There are no penalties in legislation for not reducing waste to landfill by any amount or date.
The State government is NOT mandating anything upon municipal councils (these claims are misleading and deceptive to the community)
Council can choose to reinstate weekly collections should the community wish to do so.
I believe the decision made has been made without evidence and fact.
Officers have presented non-evidence-based information and rhetoric that has coerced and convinced Councillors to act in a certain way.
The role of a Councillor is clear:
LOCAL GOVERNMENT ACT 2020 - SECT 28
Role of a Councillor
(1) The role of every Councillor is—
(a) to participate in the decision making of the Council; and
(b) to represent the interests of the municipal community in that decision making; and
(c) to contribute to the strategic direction of the Council through the development and review of key strategic documents of the Council, including the Council Plan.
(2) In performing the role of a Councillor, a Councillor must—
(a) consider the diversity of interests and needs of the municipal community; and
(b) support the role of the Council; and
(c) acknowledge and support the role of the Mayor; and
(d) act lawfully and in accordance with the oath or affirmation of office; and
(e) act in accordance with the standards of conduct; and
(f) comply with Council procedures required for good governance.
(3) The role of a Councillor does not include the performance of any responsibilities or functions of the Chief Executive Officer.
Respectfully, the majority of the community responses argued for WEEKLY collections to remain. This is the "representing interests of the community" that you are, at law, responsible to deliver.

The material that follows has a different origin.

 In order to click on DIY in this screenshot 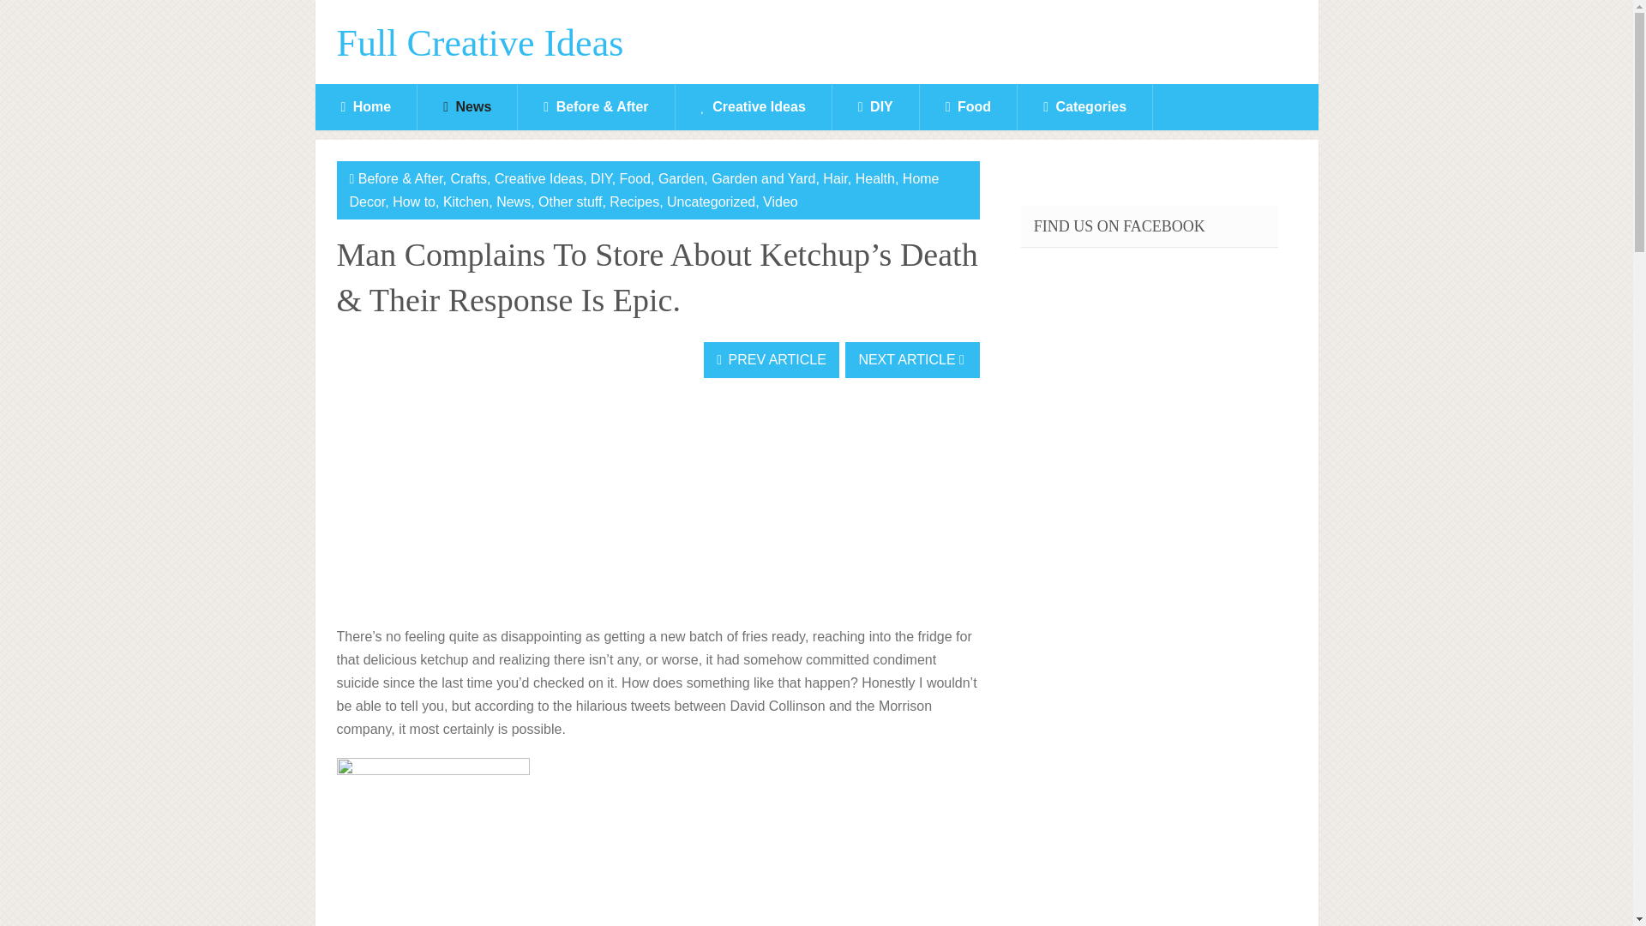, I will do `click(602, 178)`.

We have been inundated by Community Members in your Municipality who believe that they have been ignored, not heard and ultimately SOLD out.
To ask a community a question, to get a clear overwhelming majority answer, and then ignore it, makes a mockery of asking people in the first place!

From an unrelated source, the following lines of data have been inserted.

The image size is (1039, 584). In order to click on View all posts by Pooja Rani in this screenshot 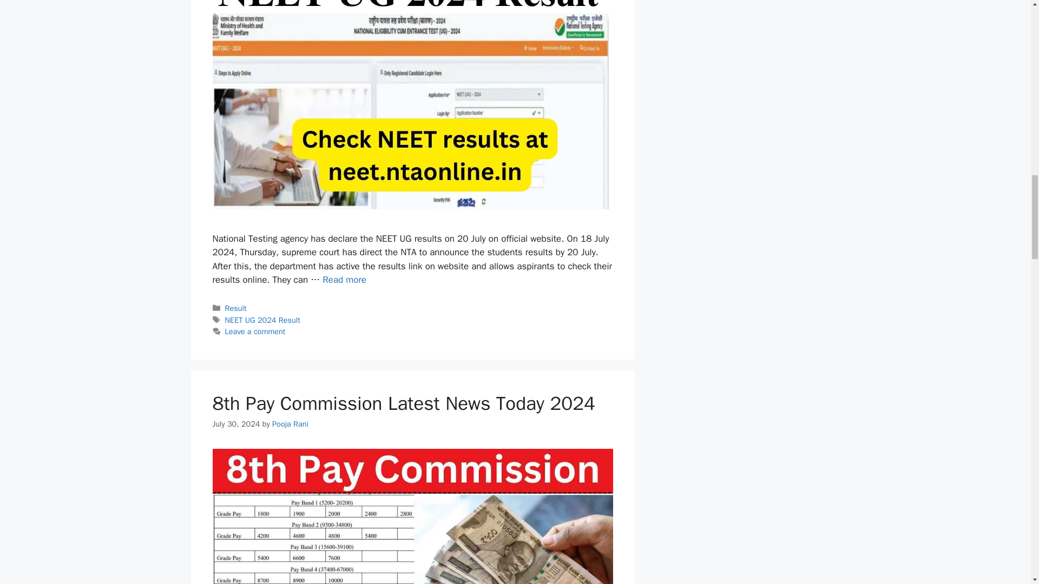, I will do `click(290, 424)`.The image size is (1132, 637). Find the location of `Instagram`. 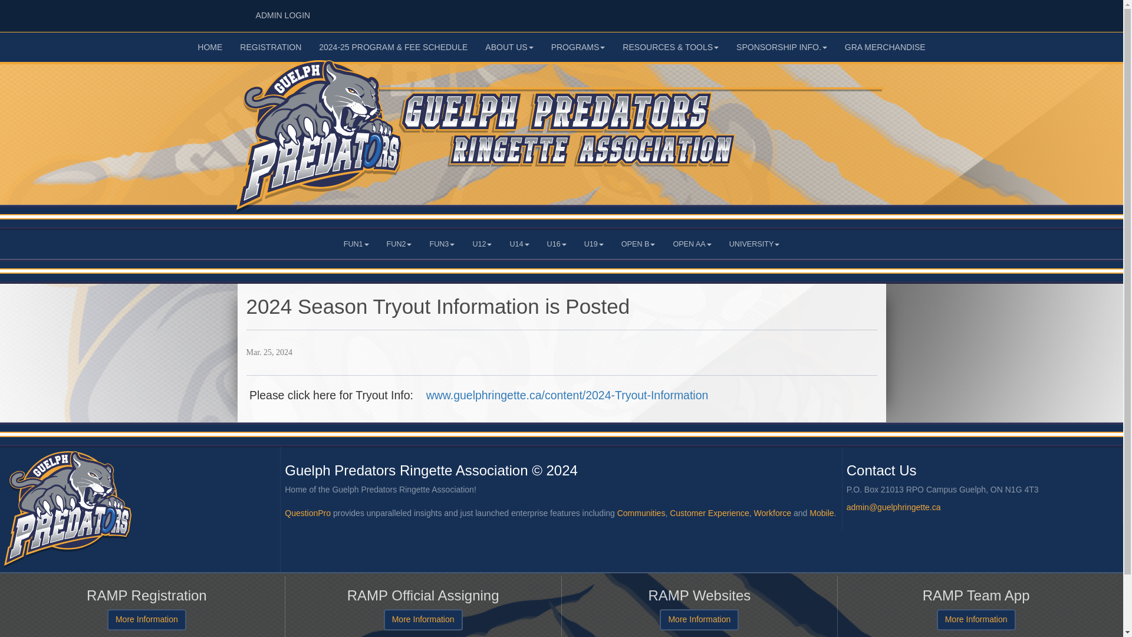

Instagram is located at coordinates (282, 15).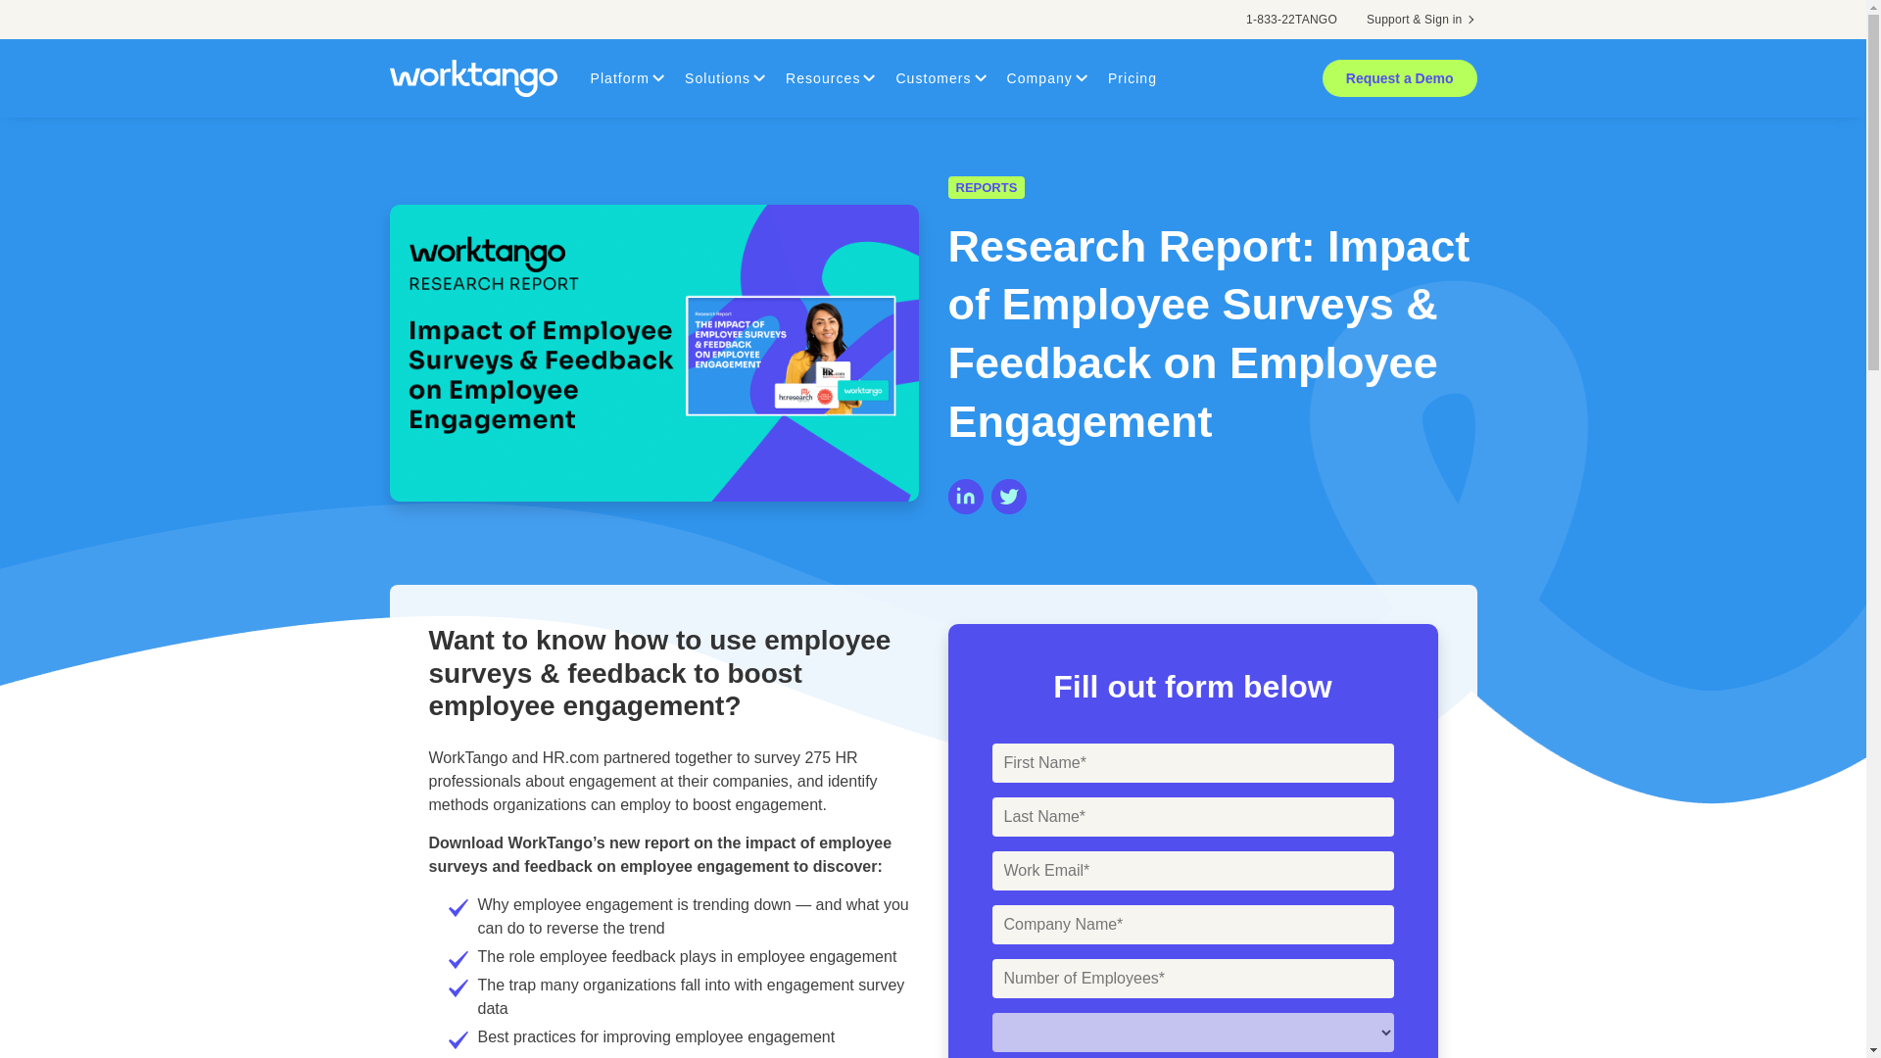 Image resolution: width=1881 pixels, height=1058 pixels. Describe the element at coordinates (1009, 496) in the screenshot. I see `Share on Twitter` at that location.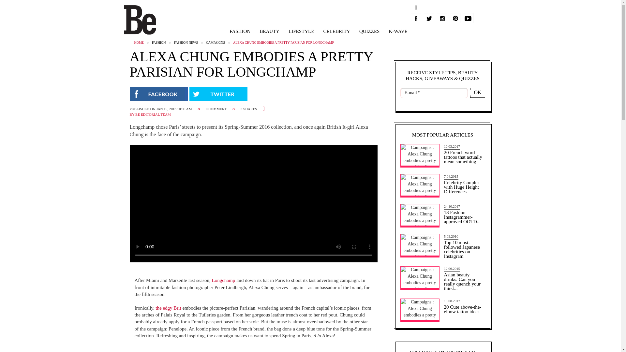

There is no doubt that waste need to be reduced, yet EVERY part of the Circular Economy Act makes it clear this must be at the source of the problem - MANUFACTURING AND PACKAGING. Council officers have used non evidence based and LAZY policy to implement this recommendation.
Your officers have also failed to give you appropriate reference case studies of it going horribly wrong.

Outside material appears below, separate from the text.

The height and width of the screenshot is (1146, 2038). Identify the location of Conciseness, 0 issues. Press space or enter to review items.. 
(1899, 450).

In Hobsons Bay this was implemented and thrust upon the community.
The collections were cut to fortnightly because it was "best practice".
The waste did NOT dramatically lower from this act, instead it remained constant. This led to the community being overrun with residents dumping rubbish in public spaces and bins and creating potential health hazards. Rubbish everywhere made the whole community angry.
There was such a large community backlash that the council ended up going back to weekly collection. What an absolute PR disaster.
The council officers used the exact same information that you have in originally arguing for the fortnightly service..........a spectacular fail.
It was subsequently revealed that there was actually no issue with weekly collections at all.
There is a massive community campaign building on this issue, it will not go away and will only get worse.
May I respectfully request that a councillor be so bold as to dig deeper into this issue before the community forces it by political will.
If you dig in on this issue and fail to listen to your community, it cannot go well.
The role of a Councillor is to represent the interests of the community - not tell them how they should live, cut services, or lock them into an unwanted service.
Warm Regards
Dean Hurlston
Council Watch Inc.
Independent, Investigative, Local.
Australasian Legal Information Institute (AustLII), a joint facility of UTS and UNSW Faculties of Law.